Jes MacVicar (Carleton University, MA Student, Political Economy) | Colonizing in the “Public Interest”: the Canadian state’s pursuit for pipelines and the criminalization of Indigenous resistance

Tristan Nathaniel (Carleton University, MA Candidate, Political Economy & Latin American and Caribbean Studies) | Non-Immigration: How Parole Process and Dead-end Visas Create Contradictions

11:00 am – 11:15 am

Break

11:15 am – 12:30 pm

Panel 2 – Accumulation

Taylor Welsh (Carleton University, MA Student, Political Economy & Work and Labour) | Colonial Primary Accumulation: Mill Point/Culbertson Tract

Michael Khalil (Carleton University, MA Student, Anthropology) | Stolen Homes: Green Imperialism and Displacement in Occupied Palestine

Rachel Woods (Carleton University, MA Candidate, Political Economy & Climate Change) | Behind the Blue Curtain: Decoding the UN Water Conference, Financial Influences, and Covert

Agendas

Veronique Dryden (Queen’s University, PhD Candidate, Global Development Studies) | Financialization of Land and Urban Displacements in Makati City, Manila

12:30 pm – 1:30 pm

Lunch Break

1:30 pm – 2:45 pm

Panel 3 – Identities

Mads Baker (York University, MA Student, Social and Political Thought) | The Spectre of (anti)Blackness: Haunting as a Portal into Black Ontology

Andrii Hrynko (University of Saskatchewan, MA Student, Political Studies) | Ukrainian newcomer(s) in Canada: Looking at time-bound status and identity

Wahi Mohamed (Carleton University, MA Student, Anthropology) | Multiculturalism and Settler Logics: Construction of the Internal Other

Gobind Dhugee (Carleton University, MA Student, Political Economy & Work and Labour) | Cultural, Technological, and Economic Dependence and Iran’s Auto Industry: the Struggle to Break Free

2:45 pm – 3 pm

Break

3 pm – 4:15 pm

Keynote Speeches + Q&A

4:15 pm – 4:30 pm

Closing Remarks

Please note, photos will be taken at the event for promotional purposes, advertising, websites, social media or any other purpose by the Institute of Political Economy.

RSVP: 2024 Graduate Student Conference

Name(Required)
Please provide your affiliation details for the purposes of the conference.
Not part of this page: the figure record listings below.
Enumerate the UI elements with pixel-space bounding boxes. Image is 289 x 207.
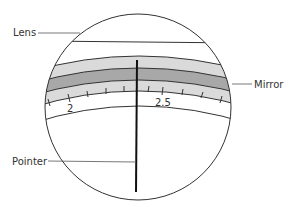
galvanometer-diagram: 2 2.5 Lens Mirror Pointer bbox=[0, 0, 289, 207]
label-mirror: Mirror bbox=[254, 79, 284, 90]
label-lens: Lens bbox=[13, 27, 36, 38]
scale-number-2: 2 bbox=[67, 103, 73, 114]
pointer-line bbox=[136, 60, 137, 192]
mirror-bands bbox=[30, 41, 250, 124]
pointer-leader bbox=[48, 161, 136, 162]
label-pointer: Pointer bbox=[12, 156, 48, 167]
scale-lower-arc bbox=[30, 106, 250, 124]
lens-line bbox=[40, 41, 240, 43]
scale-number-2-5: 2.5 bbox=[155, 97, 171, 108]
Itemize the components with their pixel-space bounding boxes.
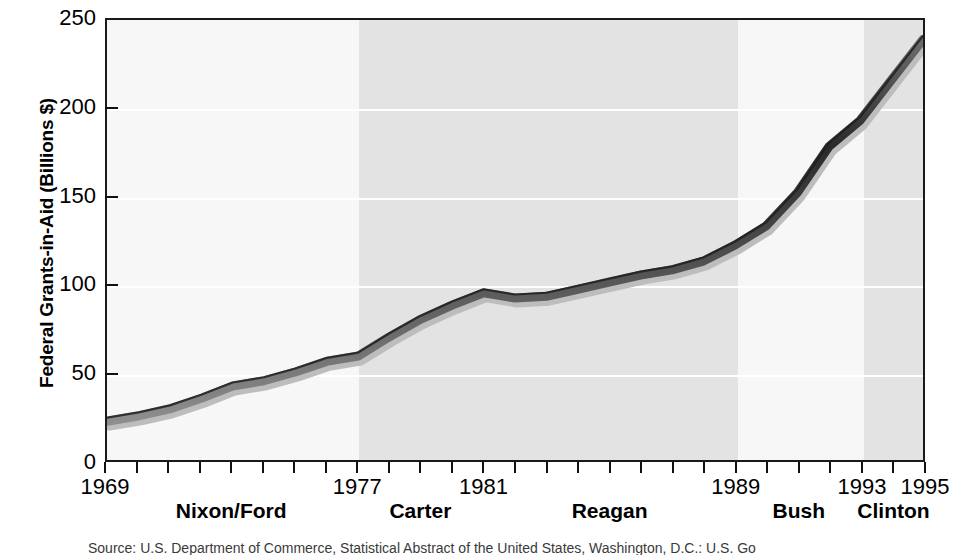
era-label-carter: Carter (389, 500, 451, 521)
y-tick-label-50: 50 (34, 362, 96, 384)
x-tick-mark-1983 (546, 462, 548, 473)
x-tick-mark-1984 (577, 462, 579, 473)
x-tick-mark-1974 (262, 462, 264, 473)
y-tick-label-200: 200 (34, 96, 96, 118)
y-tick-label-150: 150 (34, 185, 96, 207)
y-tick-label-250: 250 (34, 7, 96, 29)
x-tick-mark-1988 (703, 462, 705, 473)
x-tick-mark-1970 (136, 462, 138, 473)
chart-figure: Federal Grants-in-Aid (Billions $) 05010… (0, 0, 962, 555)
x-tick-label-1989: 1989 (711, 476, 760, 498)
x-tick-mark-1989 (735, 462, 737, 473)
era-labels: Nixon/FordCarterReaganBushClinton (0, 500, 962, 528)
x-tick-mark-1975 (293, 462, 295, 473)
y-tick-mark-50 (105, 373, 118, 375)
x-tick-mark-1992 (829, 462, 831, 473)
x-tick-mark-1971 (167, 462, 169, 473)
era-label-nixon-ford: Nixon/Ford (176, 500, 287, 521)
x-tick-label-1977: 1977 (333, 476, 382, 498)
x-tick-mark-1978 (388, 462, 390, 473)
x-tick-label-1995: 1995 (901, 476, 950, 498)
source-note: Source: U.S. Department of Commerce, Sta… (88, 541, 756, 555)
era-label-bush: Bush (773, 500, 826, 521)
x-tick-mark-1995 (924, 462, 926, 473)
x-tick-mark-1969 (104, 462, 106, 473)
line-series (107, 20, 923, 460)
x-tick-label-1993: 1993 (837, 476, 886, 498)
x-tick-label-1969: 1969 (81, 476, 130, 498)
x-tick-mark-1980 (451, 462, 453, 473)
x-tick-mark-1990 (766, 462, 768, 473)
x-tick-mark-1976 (325, 462, 327, 473)
x-tick-mark-1979 (419, 462, 421, 473)
x-tick-mark-1973 (230, 462, 232, 473)
y-tick-mark-200 (105, 107, 118, 109)
x-tick-mark-1987 (672, 462, 674, 473)
x-tick-mark-1986 (640, 462, 642, 473)
era-label-clinton: Clinton (857, 500, 929, 521)
x-tick-label-1981: 1981 (459, 476, 508, 498)
x-tick-mark-1981 (482, 462, 484, 473)
plot-area (105, 18, 925, 462)
y-tick-mark-100 (105, 284, 118, 286)
x-tick-mark-1982 (514, 462, 516, 473)
x-axis-ticks: 196919771981198919931995 (0, 462, 962, 476)
x-tick-mark-1994 (892, 462, 894, 473)
x-tick-mark-1985 (609, 462, 611, 473)
x-tick-mark-1991 (798, 462, 800, 473)
y-tick-label-100: 100 (34, 273, 96, 295)
x-tick-mark-1972 (199, 462, 201, 473)
era-label-reagan: Reagan (572, 500, 648, 521)
y-tick-mark-150 (105, 196, 118, 198)
x-tick-mark-1977 (356, 462, 358, 473)
x-tick-mark-1993 (861, 462, 863, 473)
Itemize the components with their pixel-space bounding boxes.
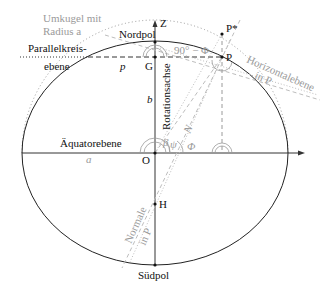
origin-label: O (142, 154, 150, 166)
z-axis-label: Z (160, 17, 167, 29)
horizontal-plane (105, 35, 320, 100)
b-semiaxis-label: b (147, 93, 153, 105)
angle-phi-label: Φ (187, 140, 196, 152)
aequatorebene-label: Äquatorebene (60, 137, 122, 149)
point-nordpol (153, 40, 156, 43)
point-o (153, 151, 156, 154)
p-star-label: P* (226, 22, 238, 34)
suedpol-label: Südpol (138, 269, 169, 281)
p-label: P (226, 51, 232, 63)
angle-90-minus-phi-label: 90° − Φ (174, 44, 209, 56)
point-suedpol (153, 263, 156, 266)
h-label: H (159, 198, 167, 210)
a-semiaxis-label: a (86, 153, 92, 165)
point-g (153, 55, 156, 58)
angle-beta-label: β (162, 136, 169, 148)
parallel-plane-label-2: ebene (44, 60, 70, 72)
rotationsachse-label: Rotationsachse (160, 63, 172, 130)
x-axis-arrow-icon (298, 151, 305, 156)
point-p-star (220, 32, 223, 35)
angle-psi-label: ψ (170, 138, 177, 150)
n-symbol-label: N (180, 123, 195, 136)
g-label: G (145, 60, 153, 72)
p-radius-label: p (119, 60, 126, 72)
umkugel-label-1: Umkugel mit (43, 12, 101, 24)
z-axis-arrow-icon (153, 20, 158, 27)
ellipsoid-diagram: Umkugel mit Radius a Nordpol Z P* P G Pa… (0, 0, 323, 287)
point-p (220, 55, 223, 58)
nordpol-label: Nordpol (119, 28, 156, 40)
parallel-plane-label-1: Parallelkreis- (28, 42, 87, 54)
point-h (153, 202, 156, 205)
umkugel-label-2: Radius a (43, 25, 81, 37)
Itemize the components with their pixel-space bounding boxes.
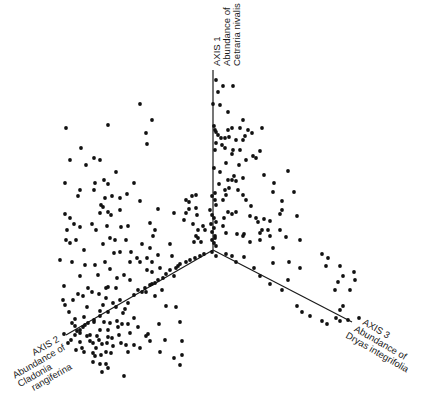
- data-point: [195, 213, 199, 217]
- data-point: [73, 333, 77, 337]
- data-point: [126, 301, 130, 305]
- data-point: [114, 170, 118, 174]
- data-point: [161, 276, 165, 280]
- data-point: [230, 254, 234, 258]
- data-point: [78, 188, 82, 192]
- data-point: [187, 200, 191, 204]
- data-point: [91, 341, 95, 345]
- data-point: [96, 273, 100, 277]
- data-point: [74, 238, 78, 242]
- data-point: [88, 333, 92, 337]
- data-point: [187, 207, 191, 211]
- data-point: [320, 252, 324, 256]
- data-point: [163, 338, 167, 342]
- data-point: [201, 224, 205, 228]
- data-point: [105, 341, 109, 345]
- data-point: [146, 332, 150, 336]
- data-point: [190, 194, 194, 198]
- data-point: [98, 362, 102, 366]
- data-point: [286, 278, 290, 282]
- data-point: [199, 240, 203, 244]
- data-point: [82, 350, 86, 354]
- data-point: [138, 199, 142, 203]
- data-point: [295, 214, 299, 218]
- data-point: [78, 340, 82, 344]
- data-point: [123, 307, 127, 311]
- data-point: [114, 305, 118, 309]
- data-point: [271, 190, 275, 194]
- data-point: [150, 118, 154, 122]
- data-point: [97, 338, 101, 342]
- data-point: [202, 252, 206, 256]
- data-point: [106, 285, 110, 289]
- data-point: [227, 186, 231, 190]
- data-point: [250, 131, 254, 135]
- data-point: [70, 260, 74, 264]
- data-point: [156, 278, 160, 282]
- data-point: [198, 254, 202, 258]
- data-point: [86, 321, 90, 325]
- data-points-layer: [58, 78, 361, 378]
- data-point: [148, 246, 152, 250]
- data-point: [338, 319, 342, 323]
- data-point: [84, 163, 88, 167]
- data-point: [106, 366, 110, 370]
- data-point: [172, 274, 176, 278]
- data-point: [213, 191, 217, 195]
- data-point: [248, 214, 252, 218]
- data-point: [238, 126, 242, 130]
- data-point: [212, 216, 216, 220]
- data-point: [213, 236, 217, 240]
- data-point: [266, 228, 270, 232]
- data-point: [224, 231, 228, 235]
- data-point: [66, 341, 70, 345]
- data-point: [135, 256, 139, 260]
- data-point: [230, 212, 234, 216]
- data-point: [132, 293, 136, 297]
- data-point: [272, 181, 276, 185]
- data-point: [209, 222, 213, 226]
- data-point: [218, 170, 222, 174]
- data-point: [74, 348, 78, 352]
- data-point: [61, 298, 65, 302]
- data-point: [98, 314, 102, 318]
- data-point: [324, 264, 328, 268]
- data-point: [224, 252, 228, 256]
- data-point: [106, 182, 110, 186]
- data-point: [153, 294, 157, 298]
- data-point: [211, 102, 215, 106]
- data-point: [188, 258, 192, 262]
- data-point: [69, 338, 73, 342]
- data-point: [214, 254, 218, 258]
- data-point: [214, 130, 218, 134]
- data-point: [213, 148, 217, 152]
- data-point: [102, 178, 106, 182]
- data-point: [280, 199, 284, 203]
- data-point: [341, 274, 345, 278]
- data-point: [262, 217, 266, 221]
- data-point: [194, 193, 198, 197]
- data-point: [124, 343, 128, 347]
- data-point: [326, 256, 330, 260]
- data-point: [106, 328, 110, 332]
- data-point: [76, 194, 80, 198]
- data-point: [126, 350, 130, 354]
- data-point: [214, 220, 218, 224]
- data-point: [260, 126, 264, 130]
- data-point: [338, 264, 342, 268]
- data-point: [92, 188, 96, 192]
- axis1-label: AXIS 1 Abundance of Cetraria nivalis: [211, 3, 242, 66]
- data-point: [287, 260, 291, 264]
- data-point: [242, 255, 246, 259]
- data-point: [144, 290, 148, 294]
- data-point: [333, 288, 337, 292]
- data-point: [70, 321, 74, 325]
- data-point: [258, 274, 262, 278]
- data-point: [160, 288, 164, 292]
- data-point: [298, 238, 302, 242]
- data-point: [357, 316, 361, 320]
- data-point: [63, 181, 67, 185]
- data-point: [241, 138, 245, 142]
- data-point: [129, 250, 133, 254]
- data-point: [111, 344, 115, 348]
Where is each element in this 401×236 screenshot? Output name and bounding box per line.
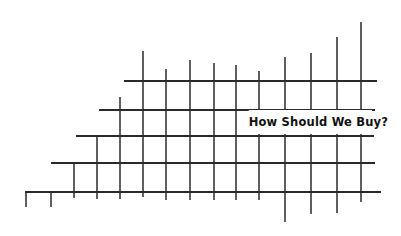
illustration-title: How Should We Buy? [249, 110, 372, 134]
horizontal-grid-lines [25, 81, 381, 192]
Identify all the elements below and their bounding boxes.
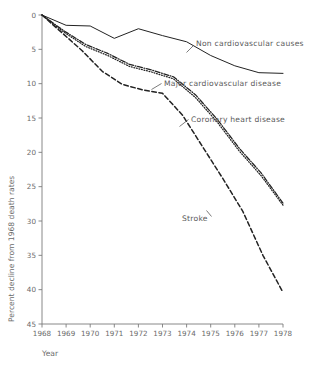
y-axis-title: Percent decline from 1968 death rates bbox=[7, 176, 16, 322]
x-tick-label: 1971 bbox=[105, 329, 123, 338]
series-label-non-cardiovascular-causes: Non cardiovascular causes bbox=[196, 39, 304, 48]
x-axis-title: Year bbox=[41, 349, 59, 358]
x-tick-label: 1968 bbox=[33, 329, 52, 338]
x-tick-label: 1974 bbox=[177, 329, 196, 338]
y-tick-label: 10 bbox=[27, 79, 37, 88]
y-tick-label: 5 bbox=[31, 45, 36, 54]
leader-line-coronary-heart-disease bbox=[180, 120, 189, 127]
series-line-stroke bbox=[42, 15, 283, 292]
x-tick-label: 1973 bbox=[153, 329, 171, 338]
series-label-coronary-heart-disease: Coronary heart disease bbox=[191, 115, 285, 124]
x-tick-label: 1970 bbox=[81, 329, 100, 338]
x-tick-label: 1972 bbox=[129, 329, 147, 338]
series-label-stroke: Stroke bbox=[182, 214, 208, 223]
chart-container: 051015202530354045 196819691970197119721… bbox=[0, 0, 310, 367]
x-tick-label: 1975 bbox=[202, 329, 220, 338]
y-tick-label: 20 bbox=[27, 148, 37, 157]
leader-line-major-cardiovascular-disease bbox=[152, 84, 162, 90]
y-tick-label: 15 bbox=[27, 114, 36, 123]
x-axis-ticks: 1968196919701971197219731974197519761977… bbox=[33, 324, 293, 338]
series-label-major-cardiovascular-disease: Major cardiovascular disease bbox=[164, 79, 281, 88]
y-tick-label: 40 bbox=[27, 285, 37, 294]
x-tick-label: 1976 bbox=[226, 329, 245, 338]
line-chart: 051015202530354045 196819691970197119721… bbox=[0, 0, 310, 367]
y-tick-label: 0 bbox=[31, 11, 36, 20]
y-tick-label: 25 bbox=[27, 182, 36, 191]
leader-line-non-cardiovascular-causes bbox=[187, 46, 194, 53]
x-tick-label: 1978 bbox=[274, 329, 293, 338]
x-tick-label: 1969 bbox=[57, 329, 76, 338]
y-tick-label: 45 bbox=[27, 320, 36, 329]
x-tick-label: 1977 bbox=[250, 329, 268, 338]
y-tick-label: 30 bbox=[27, 217, 37, 226]
y-axis-ticks: 051015202530354045 bbox=[27, 11, 42, 329]
y-tick-label: 35 bbox=[27, 251, 36, 260]
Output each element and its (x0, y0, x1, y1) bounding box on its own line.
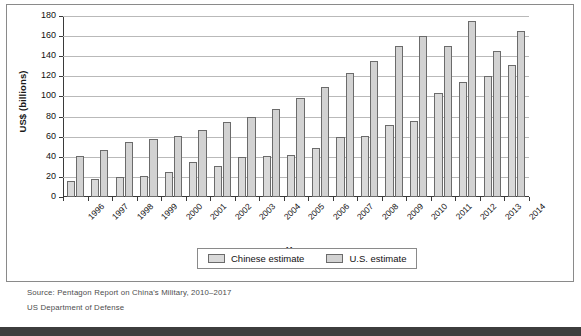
bar-group (63, 16, 88, 197)
bar-chinese-estimate (67, 181, 75, 197)
bar-chinese-estimate (385, 125, 393, 197)
bar-group (186, 16, 211, 197)
bar-chinese-estimate (189, 162, 197, 197)
x-tick-mark (431, 197, 432, 201)
bar-group (88, 16, 113, 197)
source-line-1: Source: Pentagon Report on China's Milit… (27, 288, 232, 297)
y-tick-label: 140 (29, 51, 56, 60)
bar-us-estimate (419, 36, 427, 197)
bar-chinese-estimate (361, 136, 369, 197)
y-tick-label: 100 (29, 91, 56, 100)
bar-series-container (63, 16, 529, 197)
y-tick-label: 160 (29, 31, 56, 40)
chart-legend: Chinese estimateU.S. estimate (197, 248, 417, 269)
bar-group (333, 16, 358, 197)
y-tick-label: 60 (29, 132, 56, 141)
bar-group (431, 16, 456, 197)
legend-label: Chinese estimate (231, 253, 304, 264)
x-tick-mark (357, 197, 358, 201)
x-tick-mark (186, 197, 187, 201)
bar-group (308, 16, 333, 197)
bar-us-estimate (272, 109, 280, 197)
bar-group (480, 16, 505, 197)
bar-us-estimate (444, 46, 452, 197)
y-tick-label: 40 (29, 152, 56, 161)
bar-chinese-estimate (312, 148, 320, 197)
bar-chinese-estimate (116, 177, 124, 197)
bar-us-estimate (223, 122, 231, 197)
bar-chinese-estimate (336, 137, 344, 197)
legend-label: U.S. estimate (349, 253, 406, 264)
bar-group (112, 16, 137, 197)
x-tick-mark (112, 197, 113, 201)
source-line-2: US Department of Defense (27, 303, 232, 312)
x-tick-mark (235, 197, 236, 201)
bar-us-estimate (517, 31, 525, 197)
bar-group (137, 16, 162, 197)
legend-item: U.S. estimate (326, 253, 406, 264)
x-tick-mark (210, 197, 211, 201)
y-tick-label: 180 (29, 11, 56, 20)
bar-chinese-estimate (459, 82, 467, 197)
us-estimate-swatch (326, 254, 343, 263)
x-tick-mark (504, 197, 505, 201)
y-tick-label: 80 (29, 112, 56, 121)
x-tick-mark (333, 197, 334, 201)
bar-group (357, 16, 382, 197)
source-block: Source: Pentagon Report on China's Milit… (27, 288, 232, 312)
bar-us-estimate (321, 87, 329, 197)
bar-us-estimate (76, 156, 84, 197)
bar-chart-figure: US$ (billions) 020406080100120140160180 … (0, 0, 581, 284)
bar-us-estimate (100, 150, 108, 197)
bar-us-estimate (174, 136, 182, 197)
chinese-estimate-swatch (208, 254, 225, 263)
x-tick-mark (137, 197, 138, 201)
bar-group (406, 16, 431, 197)
bar-us-estimate (198, 130, 206, 197)
x-tick-mark (259, 197, 260, 201)
bar-chinese-estimate (484, 76, 492, 197)
bar-group (210, 16, 235, 197)
bar-group (455, 16, 480, 197)
bar-us-estimate (468, 21, 476, 197)
bar-group (259, 16, 284, 197)
bar-chinese-estimate (140, 176, 148, 197)
bar-chinese-estimate (214, 166, 222, 197)
bar-us-estimate (370, 61, 378, 197)
bar-us-estimate (125, 142, 133, 197)
x-tick-mark (382, 197, 383, 201)
bar-us-estimate (149, 139, 157, 197)
bar-chinese-estimate (238, 157, 246, 197)
bar-group (284, 16, 309, 197)
x-tick-mark (308, 197, 309, 201)
y-axis-title: US$ (billions) (17, 32, 28, 172)
bar-chinese-estimate (91, 179, 99, 197)
x-tick-mark (63, 197, 64, 201)
bar-chinese-estimate (410, 121, 418, 197)
x-tick-mark (161, 197, 162, 201)
bar-chinese-estimate (508, 65, 516, 197)
bar-chinese-estimate (434, 93, 442, 197)
x-tick-mark (480, 197, 481, 201)
bar-group (504, 16, 529, 197)
bar-group (382, 16, 407, 197)
bar-group (161, 16, 186, 197)
x-tick-mark (284, 197, 285, 201)
bar-chinese-estimate (165, 172, 173, 197)
bar-us-estimate (493, 51, 501, 197)
y-tick-label: 0 (29, 192, 56, 201)
chart-page: US$ (billions) 020406080100120140160180 … (0, 0, 581, 336)
y-tick-label: 120 (29, 71, 56, 80)
bar-us-estimate (247, 117, 255, 197)
bar-us-estimate (346, 73, 354, 197)
x-tick-mark (88, 197, 89, 201)
y-tick-label: 20 (29, 172, 56, 181)
bar-us-estimate (395, 46, 403, 197)
legend-item: Chinese estimate (208, 253, 304, 264)
plot-area: 020406080100120140160180 199619971998199… (63, 16, 529, 197)
x-tick-mark (455, 197, 456, 201)
bar-chinese-estimate (263, 156, 271, 197)
x-tick-mark (529, 197, 530, 201)
bar-us-estimate (296, 98, 304, 197)
page-bottom-bar (0, 327, 581, 336)
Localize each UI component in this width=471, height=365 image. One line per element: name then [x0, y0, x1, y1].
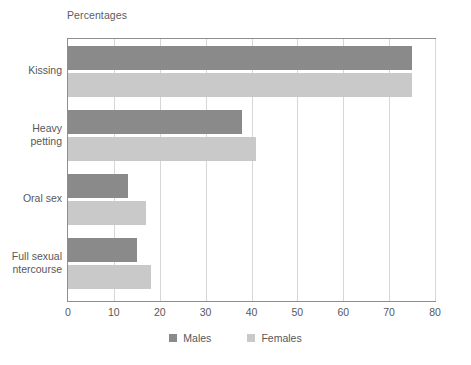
x-tick-30: 30 — [186, 306, 226, 318]
bar-males-2 — [68, 174, 128, 198]
x-tick-70: 70 — [369, 306, 409, 318]
bar-females-1 — [68, 137, 256, 161]
x-tick-60: 60 — [323, 306, 363, 318]
category-label-2: Oral sex — [0, 192, 62, 205]
bars-layer — [68, 39, 435, 301]
bar-females-2 — [68, 201, 146, 225]
bar-males-0 — [68, 46, 412, 70]
x-tick-50: 50 — [277, 306, 317, 318]
legend-item-females[interactable]: Females — [247, 332, 301, 344]
gridline-80 — [435, 39, 436, 301]
legend-label: Females — [261, 332, 301, 344]
x-tick-40: 40 — [232, 306, 272, 318]
legend-label: Males — [183, 332, 211, 344]
category-label-1: Heavy petting — [0, 122, 62, 148]
bar-males-1 — [68, 110, 242, 134]
category-label-0: Kissing — [0, 64, 62, 77]
x-tick-10: 10 — [94, 306, 134, 318]
bar-females-0 — [68, 73, 412, 97]
legend-item-males[interactable]: Males — [169, 332, 211, 344]
chart-title: Percentages — [67, 9, 127, 21]
legend-swatch-icon-females — [247, 334, 255, 342]
x-tick-80: 80 — [415, 306, 455, 318]
category-label-3: Full sexual ntercourse — [0, 250, 62, 276]
x-tick-20: 20 — [140, 306, 180, 318]
legend-swatch-icon-males — [169, 334, 177, 342]
chart-legend: MalesFemales — [0, 332, 471, 344]
percentages-bar-chart: Percentages KissingHeavy pettingOral sex… — [0, 0, 471, 365]
bar-females-3 — [68, 265, 151, 289]
plot-area — [67, 38, 436, 302]
x-tick-0: 0 — [48, 306, 88, 318]
bar-males-3 — [68, 238, 137, 262]
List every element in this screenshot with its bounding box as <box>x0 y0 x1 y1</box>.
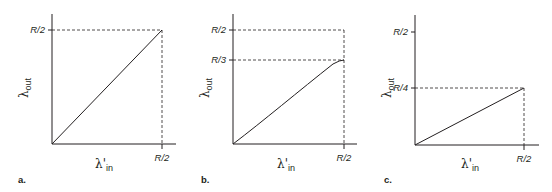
svg-text:λout: λout <box>198 77 214 98</box>
svg-text:λout: λout <box>17 77 33 98</box>
y-tick-label-mid: R/3 <box>211 54 227 65</box>
x-axis-label: λ'in <box>461 157 479 173</box>
y-tick-label-top: R/2 <box>211 24 227 35</box>
panel-label: c. <box>384 174 392 185</box>
x-axis-label: λ'in <box>95 157 113 173</box>
throughput-line <box>52 30 162 144</box>
y-axis-label: λout <box>380 77 396 98</box>
x-tick-label: R/2 <box>155 152 171 163</box>
panel-c: R/2 R/4 R/2 λout λ'in c. <box>380 15 539 185</box>
y-axis-label: λout <box>17 77 33 98</box>
x-tick-label: R/2 <box>517 153 533 164</box>
panel-label: b. <box>201 174 209 185</box>
y-axis-label: λout <box>198 77 214 98</box>
figure: R/2 R/2 λout λ'in a. R/2 R/3 R/2 λout λ'… <box>0 0 552 192</box>
x-axis-label: λ'in <box>277 157 295 173</box>
panel-a: R/2 R/2 λout λ'in a. <box>17 14 176 185</box>
svg-text:λout: λout <box>380 77 396 98</box>
x-tick-label: R/2 <box>337 152 353 163</box>
panel-label: a. <box>18 174 26 185</box>
throughput-line <box>415 88 524 145</box>
y-tick-label-top: R/2 <box>393 26 409 37</box>
panel-b: R/2 R/3 R/2 λout λ'in b. <box>198 14 357 185</box>
throughput-curve <box>233 60 344 144</box>
y-tick-label: R/2 <box>30 24 46 35</box>
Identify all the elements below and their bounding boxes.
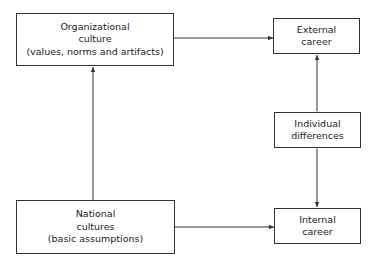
internal-career-line-2: career bbox=[302, 226, 332, 239]
national-cultures-box: National cultures (basic assumptions) bbox=[16, 200, 175, 254]
individual-differences-box: Individual differences bbox=[274, 112, 361, 148]
org-culture-line-1: Organizational bbox=[60, 21, 129, 34]
national-cultures-line-1: National bbox=[76, 208, 116, 221]
org-culture-line-3: (values, norms and artifacts) bbox=[26, 46, 163, 59]
national-cultures-line-2: cultures bbox=[76, 221, 114, 234]
org-culture-box: Organizational culture (values, norms an… bbox=[16, 13, 174, 66]
internal-career-box: Internal career bbox=[274, 208, 361, 244]
org-culture-line-2: culture bbox=[78, 33, 111, 46]
national-cultures-line-3: (basic assumptions) bbox=[48, 233, 143, 246]
individual-differences-line-2: differences bbox=[291, 130, 344, 143]
internal-career-line-1: Internal bbox=[299, 214, 336, 227]
individual-differences-line-1: Individual bbox=[294, 118, 340, 131]
external-career-line-1: External bbox=[297, 24, 336, 37]
external-career-line-2: career bbox=[301, 36, 331, 49]
external-career-box: External career bbox=[273, 18, 360, 54]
Ex. Carleton University, Institute of Political Economy, MA Student; or Canadian Union of Public Employees, Research Department, Senior Research Officer
Please note any dietary restrictions.
Should you require disability-related accommodations to ensure your full participation in the conference, please let us know and we will follow up with you directly.